The UAE is absorbing nearly 600,000 cyberattacks daily as regional conflict with Iran escalates the scale and sophistication of digital warfare targeting the Gulf's most critical infrastructure.
Before the conflict began daily attack volumes were estimated at around 200,000. That figure has since tripled. The UAE Cyber Security Council has confirmed the spike, with attacks now landing on government systems, financial services, ports and public utilities. Authorities tracking the threat ecosystem have identified 350 organised groups, 320 amateur hackers and 120 entities linked to malicious software activity.
The targets are not random. Dubai Land Department, Dubai Courts, the Road and Transport Authority and the Sharjah Electricity Water and Gas Authority have all been subjected to attempted breaches in recent weeks. Disruptions have led to temporary outages in legal and public service platforms with experts estimating that delays in digital court systems could impact 15 to 25 per cent of active filings and hearings during peak periods.
The nature of attacks has shifted as much as the volume. Artificial intelligence has become a core component of modern cyber warfare rather than simply a supporting tool, enabling attackers to conduct faster more convincing and lower-cost operations including the use of deepfake technology and disinformation campaigns.
Tactics now include voice cloning, fabricated images and videos designed to appear from trusted entities and AI-enabled fraud targeting individuals for financial deception. Business email compromise and coordinated financial fraud have also increased sharply across Gulf institutions.
The consequences extend beyond system outages. The UAE Cyber Security Council has warned that one in three individuals may be exposed to identity theft following a 32 percent rise in cyber incidents in 2026. For businesses port systems going offline payment processing delays and restricted access to public records have created cascading disruptions across an economy that runs on connected digital infrastructure.
The UAE has strengthened its defensive posture through an integrated national framework focused on monitoring, analysis, rapid response and continuous readiness including adoption of a zero-trust security model and activation of the National Cyber Security Operations Centre. Demand for cybersecurity professionals across the Gulf has also risen sharply with security operations analysts threat intelligence specialists and digital forensics experts now among the most sought-after roles in the region.
The scale of what is happening in the Gulf is a stress test for how financial hubs defend themselves when geopolitical conflict moves into digital territory.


== What the exercise asks ==
Copy each line that contains the string "text", taking them from the material.

== Dataset ==

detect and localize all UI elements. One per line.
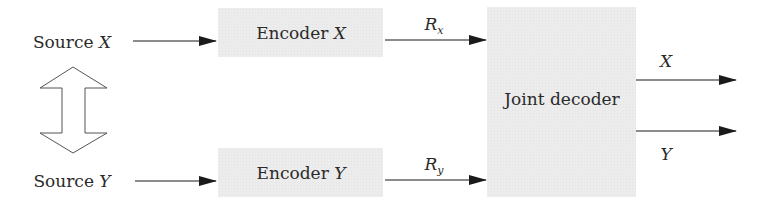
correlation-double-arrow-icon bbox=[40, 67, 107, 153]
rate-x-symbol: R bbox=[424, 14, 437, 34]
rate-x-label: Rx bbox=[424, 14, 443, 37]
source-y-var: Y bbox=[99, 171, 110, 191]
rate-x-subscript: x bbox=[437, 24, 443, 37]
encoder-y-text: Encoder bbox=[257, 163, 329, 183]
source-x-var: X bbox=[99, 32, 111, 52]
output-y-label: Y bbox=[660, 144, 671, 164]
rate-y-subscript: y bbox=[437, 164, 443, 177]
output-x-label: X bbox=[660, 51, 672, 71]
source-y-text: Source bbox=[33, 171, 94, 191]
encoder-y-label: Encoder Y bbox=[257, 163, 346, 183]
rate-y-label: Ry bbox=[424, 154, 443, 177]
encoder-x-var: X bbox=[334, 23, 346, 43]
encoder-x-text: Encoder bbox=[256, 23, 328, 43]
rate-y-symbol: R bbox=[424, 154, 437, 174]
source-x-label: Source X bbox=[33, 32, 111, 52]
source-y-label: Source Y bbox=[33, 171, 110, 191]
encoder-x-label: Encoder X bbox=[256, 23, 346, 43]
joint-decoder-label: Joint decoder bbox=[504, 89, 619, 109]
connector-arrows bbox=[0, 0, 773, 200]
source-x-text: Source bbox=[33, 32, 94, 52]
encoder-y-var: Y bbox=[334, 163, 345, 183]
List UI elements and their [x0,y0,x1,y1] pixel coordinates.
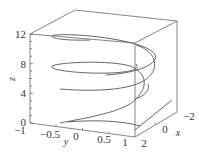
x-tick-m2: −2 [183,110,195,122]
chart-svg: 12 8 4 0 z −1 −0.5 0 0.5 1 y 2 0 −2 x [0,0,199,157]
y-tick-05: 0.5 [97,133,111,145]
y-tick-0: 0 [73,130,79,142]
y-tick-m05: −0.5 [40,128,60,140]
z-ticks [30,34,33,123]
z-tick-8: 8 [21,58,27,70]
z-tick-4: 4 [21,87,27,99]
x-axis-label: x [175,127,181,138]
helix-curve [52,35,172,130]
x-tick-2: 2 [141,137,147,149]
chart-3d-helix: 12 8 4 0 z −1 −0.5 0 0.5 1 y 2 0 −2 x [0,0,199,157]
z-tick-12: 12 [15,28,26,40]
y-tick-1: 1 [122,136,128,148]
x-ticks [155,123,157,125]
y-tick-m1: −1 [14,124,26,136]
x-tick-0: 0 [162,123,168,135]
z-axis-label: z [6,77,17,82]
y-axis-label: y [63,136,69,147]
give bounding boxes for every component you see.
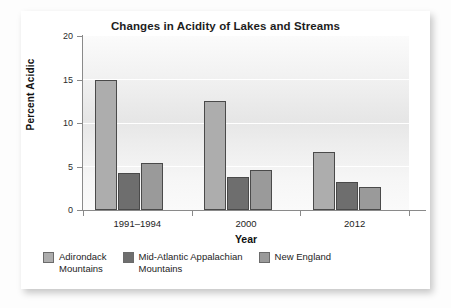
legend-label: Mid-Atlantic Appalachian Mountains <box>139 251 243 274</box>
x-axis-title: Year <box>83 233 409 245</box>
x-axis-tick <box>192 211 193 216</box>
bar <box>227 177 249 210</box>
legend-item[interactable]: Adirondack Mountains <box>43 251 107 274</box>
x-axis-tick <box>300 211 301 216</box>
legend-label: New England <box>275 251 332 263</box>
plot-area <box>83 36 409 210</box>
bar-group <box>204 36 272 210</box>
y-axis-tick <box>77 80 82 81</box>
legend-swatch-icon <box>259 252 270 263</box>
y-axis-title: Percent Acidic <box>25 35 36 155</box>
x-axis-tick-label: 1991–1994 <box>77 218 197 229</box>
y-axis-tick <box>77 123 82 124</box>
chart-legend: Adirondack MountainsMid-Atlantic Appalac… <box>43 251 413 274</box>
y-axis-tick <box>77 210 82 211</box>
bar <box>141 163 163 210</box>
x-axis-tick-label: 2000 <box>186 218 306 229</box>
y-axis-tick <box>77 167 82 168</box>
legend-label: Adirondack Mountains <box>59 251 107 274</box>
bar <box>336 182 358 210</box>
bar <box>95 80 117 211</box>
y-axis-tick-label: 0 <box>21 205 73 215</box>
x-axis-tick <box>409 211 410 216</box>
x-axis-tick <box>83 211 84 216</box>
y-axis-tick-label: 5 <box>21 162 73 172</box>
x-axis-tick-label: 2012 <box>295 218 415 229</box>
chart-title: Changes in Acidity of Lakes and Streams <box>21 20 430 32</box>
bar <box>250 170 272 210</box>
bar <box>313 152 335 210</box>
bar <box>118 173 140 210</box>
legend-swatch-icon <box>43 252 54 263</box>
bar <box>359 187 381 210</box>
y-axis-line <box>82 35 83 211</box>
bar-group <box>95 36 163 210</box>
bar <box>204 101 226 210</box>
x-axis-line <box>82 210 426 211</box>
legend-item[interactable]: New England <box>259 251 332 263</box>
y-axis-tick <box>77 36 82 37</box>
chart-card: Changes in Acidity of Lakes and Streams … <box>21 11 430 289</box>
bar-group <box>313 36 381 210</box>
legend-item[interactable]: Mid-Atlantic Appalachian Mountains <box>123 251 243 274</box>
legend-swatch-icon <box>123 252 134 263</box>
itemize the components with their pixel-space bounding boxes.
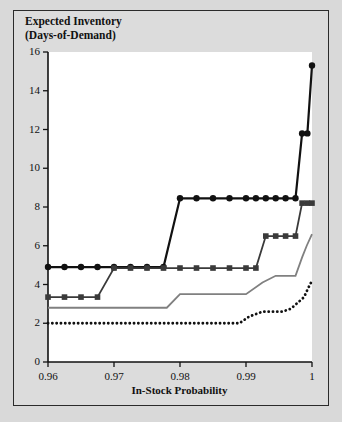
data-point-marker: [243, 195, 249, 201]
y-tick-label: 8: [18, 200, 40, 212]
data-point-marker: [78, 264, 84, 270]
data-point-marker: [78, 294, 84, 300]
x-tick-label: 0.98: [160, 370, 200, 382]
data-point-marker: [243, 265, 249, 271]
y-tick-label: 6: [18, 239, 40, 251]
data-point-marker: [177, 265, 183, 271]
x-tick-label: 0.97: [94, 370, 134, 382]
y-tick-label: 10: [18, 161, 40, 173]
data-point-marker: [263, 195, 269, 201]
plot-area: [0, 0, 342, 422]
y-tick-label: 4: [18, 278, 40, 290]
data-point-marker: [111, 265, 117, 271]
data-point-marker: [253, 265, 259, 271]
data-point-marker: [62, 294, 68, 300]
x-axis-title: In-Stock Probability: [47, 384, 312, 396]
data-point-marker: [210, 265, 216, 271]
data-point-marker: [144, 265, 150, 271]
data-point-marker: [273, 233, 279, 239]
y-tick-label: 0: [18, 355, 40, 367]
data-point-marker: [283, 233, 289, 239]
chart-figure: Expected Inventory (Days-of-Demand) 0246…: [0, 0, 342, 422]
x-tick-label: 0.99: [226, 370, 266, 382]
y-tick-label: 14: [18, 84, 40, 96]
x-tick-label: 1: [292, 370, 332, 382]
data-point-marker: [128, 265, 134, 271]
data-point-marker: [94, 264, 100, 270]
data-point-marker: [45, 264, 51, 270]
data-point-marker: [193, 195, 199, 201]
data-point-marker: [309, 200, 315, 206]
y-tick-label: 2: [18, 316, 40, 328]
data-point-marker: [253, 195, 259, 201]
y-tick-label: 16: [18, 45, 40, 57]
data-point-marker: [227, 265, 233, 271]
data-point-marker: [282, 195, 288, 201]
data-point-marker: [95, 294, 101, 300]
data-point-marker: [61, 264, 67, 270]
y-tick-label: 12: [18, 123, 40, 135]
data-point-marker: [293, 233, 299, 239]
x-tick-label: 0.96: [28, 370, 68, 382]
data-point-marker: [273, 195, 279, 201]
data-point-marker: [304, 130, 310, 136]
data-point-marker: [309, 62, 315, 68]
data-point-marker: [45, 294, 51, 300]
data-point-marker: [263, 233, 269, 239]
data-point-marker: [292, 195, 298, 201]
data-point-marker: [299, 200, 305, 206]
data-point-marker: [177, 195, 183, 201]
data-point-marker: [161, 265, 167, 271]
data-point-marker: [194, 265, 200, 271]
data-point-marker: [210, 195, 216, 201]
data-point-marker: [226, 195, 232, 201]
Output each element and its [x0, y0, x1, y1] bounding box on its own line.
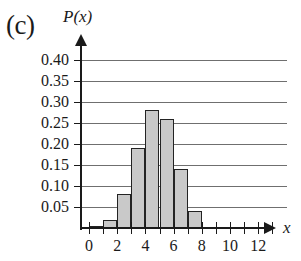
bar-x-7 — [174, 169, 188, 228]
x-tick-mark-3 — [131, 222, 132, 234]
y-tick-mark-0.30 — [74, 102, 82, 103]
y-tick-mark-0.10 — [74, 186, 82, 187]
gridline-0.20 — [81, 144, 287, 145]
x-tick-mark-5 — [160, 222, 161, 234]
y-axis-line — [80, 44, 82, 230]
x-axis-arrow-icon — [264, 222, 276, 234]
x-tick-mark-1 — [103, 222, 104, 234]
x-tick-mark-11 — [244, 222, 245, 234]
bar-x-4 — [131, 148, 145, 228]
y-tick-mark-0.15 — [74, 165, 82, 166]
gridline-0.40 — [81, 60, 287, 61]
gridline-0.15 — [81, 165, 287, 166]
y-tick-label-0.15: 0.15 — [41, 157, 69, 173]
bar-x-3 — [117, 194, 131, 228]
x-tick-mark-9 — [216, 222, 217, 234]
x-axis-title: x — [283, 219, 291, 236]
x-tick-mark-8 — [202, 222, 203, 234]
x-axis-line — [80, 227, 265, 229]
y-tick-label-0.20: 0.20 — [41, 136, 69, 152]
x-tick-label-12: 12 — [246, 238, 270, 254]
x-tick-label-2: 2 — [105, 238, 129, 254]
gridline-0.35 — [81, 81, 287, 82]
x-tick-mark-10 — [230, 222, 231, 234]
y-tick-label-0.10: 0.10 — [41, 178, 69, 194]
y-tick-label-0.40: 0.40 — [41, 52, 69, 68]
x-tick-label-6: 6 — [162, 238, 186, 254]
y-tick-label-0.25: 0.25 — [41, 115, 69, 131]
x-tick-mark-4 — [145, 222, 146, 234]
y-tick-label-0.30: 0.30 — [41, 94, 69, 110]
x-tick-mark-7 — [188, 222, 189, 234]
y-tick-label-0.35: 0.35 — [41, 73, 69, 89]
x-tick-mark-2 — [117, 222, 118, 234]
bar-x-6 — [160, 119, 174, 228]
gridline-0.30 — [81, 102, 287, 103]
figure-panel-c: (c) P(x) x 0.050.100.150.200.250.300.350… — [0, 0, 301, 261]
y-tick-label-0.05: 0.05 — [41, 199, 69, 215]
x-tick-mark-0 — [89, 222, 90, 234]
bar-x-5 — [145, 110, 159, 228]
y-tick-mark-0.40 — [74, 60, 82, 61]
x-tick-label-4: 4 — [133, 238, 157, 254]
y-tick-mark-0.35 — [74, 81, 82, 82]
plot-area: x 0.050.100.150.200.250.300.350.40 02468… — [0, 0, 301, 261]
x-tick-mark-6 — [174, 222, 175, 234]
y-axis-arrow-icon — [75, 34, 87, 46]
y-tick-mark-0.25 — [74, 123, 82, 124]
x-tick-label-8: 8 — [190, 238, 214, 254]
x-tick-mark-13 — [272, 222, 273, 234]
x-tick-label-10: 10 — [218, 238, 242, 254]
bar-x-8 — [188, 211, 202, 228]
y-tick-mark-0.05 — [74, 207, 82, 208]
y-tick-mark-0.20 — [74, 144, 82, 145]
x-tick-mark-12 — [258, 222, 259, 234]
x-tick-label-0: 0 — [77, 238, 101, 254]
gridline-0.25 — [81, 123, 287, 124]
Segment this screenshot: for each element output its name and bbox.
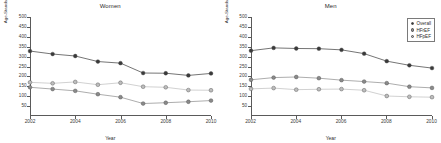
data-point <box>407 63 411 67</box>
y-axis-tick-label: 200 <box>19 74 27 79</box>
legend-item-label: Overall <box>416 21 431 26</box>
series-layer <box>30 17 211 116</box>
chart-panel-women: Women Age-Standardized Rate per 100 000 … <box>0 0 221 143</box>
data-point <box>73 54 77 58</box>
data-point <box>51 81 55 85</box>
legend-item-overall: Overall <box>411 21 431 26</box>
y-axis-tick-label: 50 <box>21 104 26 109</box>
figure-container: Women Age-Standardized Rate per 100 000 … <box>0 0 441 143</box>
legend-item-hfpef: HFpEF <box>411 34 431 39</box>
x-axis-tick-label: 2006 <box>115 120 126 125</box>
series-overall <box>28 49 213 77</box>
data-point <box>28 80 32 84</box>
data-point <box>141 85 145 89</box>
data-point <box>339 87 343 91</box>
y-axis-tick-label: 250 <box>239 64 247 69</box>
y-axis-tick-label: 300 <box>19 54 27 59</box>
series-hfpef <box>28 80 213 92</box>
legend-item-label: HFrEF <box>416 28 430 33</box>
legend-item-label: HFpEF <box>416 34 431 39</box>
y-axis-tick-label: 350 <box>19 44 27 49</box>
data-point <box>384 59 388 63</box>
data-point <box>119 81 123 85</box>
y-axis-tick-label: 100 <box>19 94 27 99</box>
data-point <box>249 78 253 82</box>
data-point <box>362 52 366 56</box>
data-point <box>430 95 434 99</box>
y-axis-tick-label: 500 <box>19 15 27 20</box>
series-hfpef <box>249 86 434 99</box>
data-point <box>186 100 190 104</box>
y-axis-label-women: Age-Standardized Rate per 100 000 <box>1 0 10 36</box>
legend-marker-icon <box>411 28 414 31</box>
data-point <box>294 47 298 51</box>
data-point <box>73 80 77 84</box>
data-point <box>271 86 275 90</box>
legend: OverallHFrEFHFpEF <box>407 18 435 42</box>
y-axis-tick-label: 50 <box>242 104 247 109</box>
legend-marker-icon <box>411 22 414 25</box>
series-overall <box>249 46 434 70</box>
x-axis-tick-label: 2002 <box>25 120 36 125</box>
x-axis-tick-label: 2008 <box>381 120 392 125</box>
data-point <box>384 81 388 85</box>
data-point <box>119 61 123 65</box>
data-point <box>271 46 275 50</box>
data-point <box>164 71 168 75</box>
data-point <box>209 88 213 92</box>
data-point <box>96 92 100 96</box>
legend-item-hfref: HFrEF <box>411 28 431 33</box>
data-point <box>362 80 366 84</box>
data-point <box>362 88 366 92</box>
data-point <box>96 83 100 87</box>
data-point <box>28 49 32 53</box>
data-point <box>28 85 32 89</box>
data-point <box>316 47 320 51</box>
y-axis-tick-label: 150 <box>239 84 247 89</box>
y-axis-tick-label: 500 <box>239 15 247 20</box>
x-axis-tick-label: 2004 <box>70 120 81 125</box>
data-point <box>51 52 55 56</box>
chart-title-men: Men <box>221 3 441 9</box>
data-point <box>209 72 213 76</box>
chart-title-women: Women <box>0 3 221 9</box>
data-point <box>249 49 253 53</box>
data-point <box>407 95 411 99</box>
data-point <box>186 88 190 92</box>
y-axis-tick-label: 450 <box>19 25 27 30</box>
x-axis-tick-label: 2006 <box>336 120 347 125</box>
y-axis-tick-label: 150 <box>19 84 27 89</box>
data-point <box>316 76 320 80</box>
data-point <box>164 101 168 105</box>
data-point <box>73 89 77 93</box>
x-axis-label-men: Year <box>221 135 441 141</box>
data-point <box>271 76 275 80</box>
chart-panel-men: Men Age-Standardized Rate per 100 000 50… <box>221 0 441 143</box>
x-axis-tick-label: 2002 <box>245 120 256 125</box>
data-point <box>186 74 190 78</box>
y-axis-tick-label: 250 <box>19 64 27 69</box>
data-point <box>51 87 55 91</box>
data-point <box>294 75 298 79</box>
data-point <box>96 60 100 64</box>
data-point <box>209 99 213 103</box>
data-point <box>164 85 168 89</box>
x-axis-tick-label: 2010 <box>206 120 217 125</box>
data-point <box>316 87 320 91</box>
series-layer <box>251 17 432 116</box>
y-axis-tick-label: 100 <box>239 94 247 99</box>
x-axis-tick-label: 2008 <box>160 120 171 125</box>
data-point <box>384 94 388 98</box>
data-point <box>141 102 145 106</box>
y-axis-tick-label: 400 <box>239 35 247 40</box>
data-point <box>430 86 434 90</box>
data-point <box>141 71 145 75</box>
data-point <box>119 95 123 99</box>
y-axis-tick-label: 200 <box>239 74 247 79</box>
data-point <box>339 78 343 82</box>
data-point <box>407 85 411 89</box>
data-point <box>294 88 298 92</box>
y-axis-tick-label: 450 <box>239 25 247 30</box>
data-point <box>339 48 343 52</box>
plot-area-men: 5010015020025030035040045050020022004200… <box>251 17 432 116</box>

== Solution to the exercise ==
encoder-y-text: Encoder bbox=[257, 163, 329, 183]
source-y-text: Source bbox=[33, 171, 94, 191]
encoder-x-text: Encoder bbox=[256, 23, 328, 43]
source-x-text: Source bbox=[33, 32, 94, 52]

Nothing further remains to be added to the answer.